SOC567 Narratives, Icons, Identities

Faculty of Social Studies
Spring 2015

The course is not taught in Spring 2015

Extent and Intensity
2/0/0. 10 credit(s). Type of Completion: zk (examination).
Teacher(s)
Dominik Bartmanski, M.A., Ph.D. (lecturer)
prof. Bernadette Nadya Jaworsky, Ph.D. (lecturer)
doc. PhDr. Csaba Szaló, Ph.D. (lecturer)
Mgr. Ivana Rapoš Božič, Ph.D. (assistant)
Guaranteed by
prof. PhDr. Ladislav Rabušic, CSc.
Department of Sociology – Faculty of Social Studies
Contact Person: Ing. Soňa Enenkelová
Supplier department: Department of Sociology – Faculty of Social Studies
Timetable
Wed 17:00–18:30 M117
Course Enrolment Limitations
The course is also offered to the students of the fields other than those the course is directly associated with.
The capacity limit for the course is 20 student(s).
Current registration and enrolment status: enrolled: 0/20, only registered: 0/20, only registered with preference (fields directly associated with the programme): 0/20
fields of study / plans the course is directly associated with
Course objectives
At the end of this course, students should be able to
understand and explain key concepts like collective identity, self-identity, social identity, class consciousness, ethnic identities and ethnization, gender identities, local identities, national identities, cosmopolitan identities;
to analyze the basic sociological perspectives of identity formation;
develop sociological interpretation of empirical cases of identity formation on the ground of acquired knowledge.
Syllabus
  • ...
Literature
    required literature
  • Mitchell, W. 1986. Iconology : image, text, ideology. Chicago: University of Chicago Press.
    not specified
  • Panofsky,Erwin.2012.“On the Problem of Describing and InterpretingWorks of theVisualArts.” Critical Inquiry 38(3): 467–482.
  • Alexander, Jeffrey.
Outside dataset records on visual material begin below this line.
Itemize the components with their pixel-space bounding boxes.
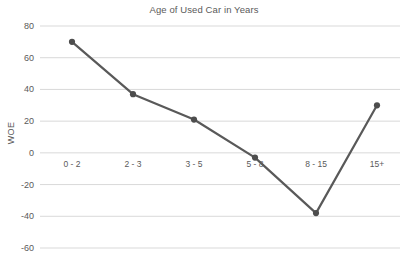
x-axis-tick-label: 15+ [370, 159, 384, 169]
y-axis-tick-label: 60 [0, 53, 34, 63]
chart-container: Age of Used Car in Years WOE 806040200-2… [0, 0, 408, 265]
x-axis-tick-label: 0 - 2 [63, 159, 80, 169]
y-axis-tick-label: -60 [0, 243, 34, 253]
y-axis-tick-label: 20 [0, 116, 34, 126]
y-axis-tick-label: -20 [0, 180, 34, 190]
x-axis-tick-label: 2 - 3 [124, 159, 141, 169]
data-point [374, 102, 380, 108]
data-point [313, 210, 319, 216]
y-axis-tick-label: 40 [0, 84, 34, 94]
x-axis-tick-label: 5 - 8 [246, 159, 263, 169]
data-line-series-woe [72, 42, 377, 213]
y-axis-tick-label: 0 [0, 148, 34, 158]
x-axis-tick-label: 3 - 5 [185, 159, 202, 169]
y-axis-tick-label: -40 [0, 211, 34, 221]
data-point [69, 39, 75, 45]
x-axis-tick-label: 8 - 15 [305, 159, 327, 169]
data-point [130, 91, 136, 97]
data-point [191, 116, 197, 122]
plot-area [0, 0, 408, 265]
y-axis-tick-label: 80 [0, 21, 34, 31]
data-point-markers [69, 39, 380, 216]
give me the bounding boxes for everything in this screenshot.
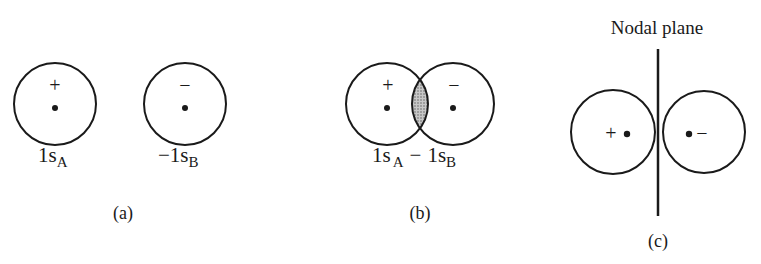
sign-plus: + xyxy=(605,122,616,144)
molecular-orbital-diagram: + − 1sA −1sB (a) + − 1sA−1sB (b) Nodal p… xyxy=(0,0,761,264)
caption-b: (b) xyxy=(410,203,431,224)
nucleus-A-dot xyxy=(384,105,390,111)
label-1sA: 1sA xyxy=(38,143,68,170)
panel-a: + − 1sA −1sB (a) xyxy=(14,63,226,224)
nucleus-B-dot xyxy=(450,105,456,111)
label-1sA-minus-1sB: 1sA−1sB xyxy=(372,143,456,170)
caption-c: (c) xyxy=(648,231,668,252)
sign-plus: + xyxy=(49,74,60,96)
sign-minus: − xyxy=(696,122,707,144)
nucleus-A-dot xyxy=(52,105,58,111)
label-minus-1sB: −1sB xyxy=(158,143,199,170)
nucleus-left-dot xyxy=(624,131,630,137)
caption-a: (a) xyxy=(113,203,133,224)
nodal-plane-label: Nodal plane xyxy=(611,17,703,38)
nucleus-right-dot xyxy=(686,131,692,137)
panel-b: + − 1sA−1sB (b) xyxy=(346,63,494,224)
sign-minus: − xyxy=(448,74,459,96)
sign-minus: − xyxy=(179,74,190,96)
panel-c: Nodal plane + − (c) xyxy=(571,17,745,252)
nucleus-B-dot xyxy=(182,105,188,111)
sign-plus: + xyxy=(382,74,393,96)
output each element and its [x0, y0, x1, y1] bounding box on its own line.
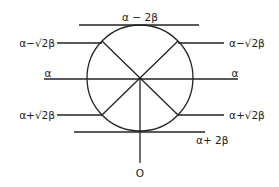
label-origin: O	[136, 167, 144, 179]
spoke-upper-right	[140, 41, 178, 78]
label-upper-left: α−√2β	[19, 37, 55, 49]
spoke-upper-left	[102, 41, 140, 78]
label-bottom: α+ 2β	[196, 134, 228, 146]
label-top: α − 2β	[122, 11, 158, 23]
label-lower-right: α+√2β	[229, 109, 265, 121]
spoke-lower-right	[140, 78, 178, 115]
label-upper-right: α−√2β	[229, 37, 265, 49]
spoke-lower-left	[102, 78, 140, 115]
label-lower-left: α+√2β	[19, 109, 55, 121]
label-mid-right: α	[232, 67, 239, 79]
label-mid-left: α	[45, 67, 52, 79]
frost-circle-diagram: α − 2β α−√2β α−√2β α α α+√2β α+√2β α+ 2β…	[0, 0, 279, 187]
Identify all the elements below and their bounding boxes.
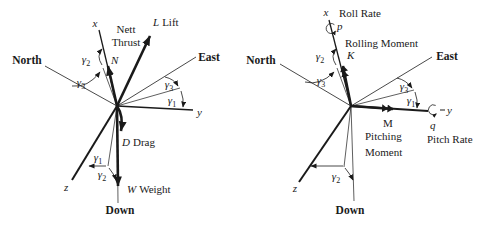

C. 2008.“Iconic Experience in Art and Life.” Theory, Culture & Society 25(5):1.
  • Stites, Richard. 1985.“Iconoclastic Currents in the Russian Revolution: Destroying and Preserving the Past.” Pp. 1–24 in Bolshevik Culture, edited by Abbott Gleason and Richard Stites. Bloomington: Indiana University Press.
  • Wolf, Christa. 1984. Patterns of Childhood . New York: Farrar, Straus, and Giroux.
  • KOSELLECK, Reinhart. Futures past : on the semantics of historical time. Translated by Keith Tribe. New York: Columbia University Press. xx, 317. ISBN 0231127715. 2004. info
  • KOSELLECK, Reinhart. The practice of conceptual history : timing history, spacing concepts. Edited by Hayden V. White, Translated by Todd Samuel Presner. Stanford, California: Stanford University Press. xiv, 363. ISBN 0804740224. 2002. info
Teaching methods
lectures, class discussion, presentations.
Assessment methods
position papers, midterm paper, final paper
Language of instruction
Czech
Further comments (probably available only in Czech)
The course is taught annually.
General note: Předmět je určen přednostně pro studenty českých magisterských studijních programů.
The course is also listed under the following terms Autumn 2012, Autumn 2013, Spring 2017.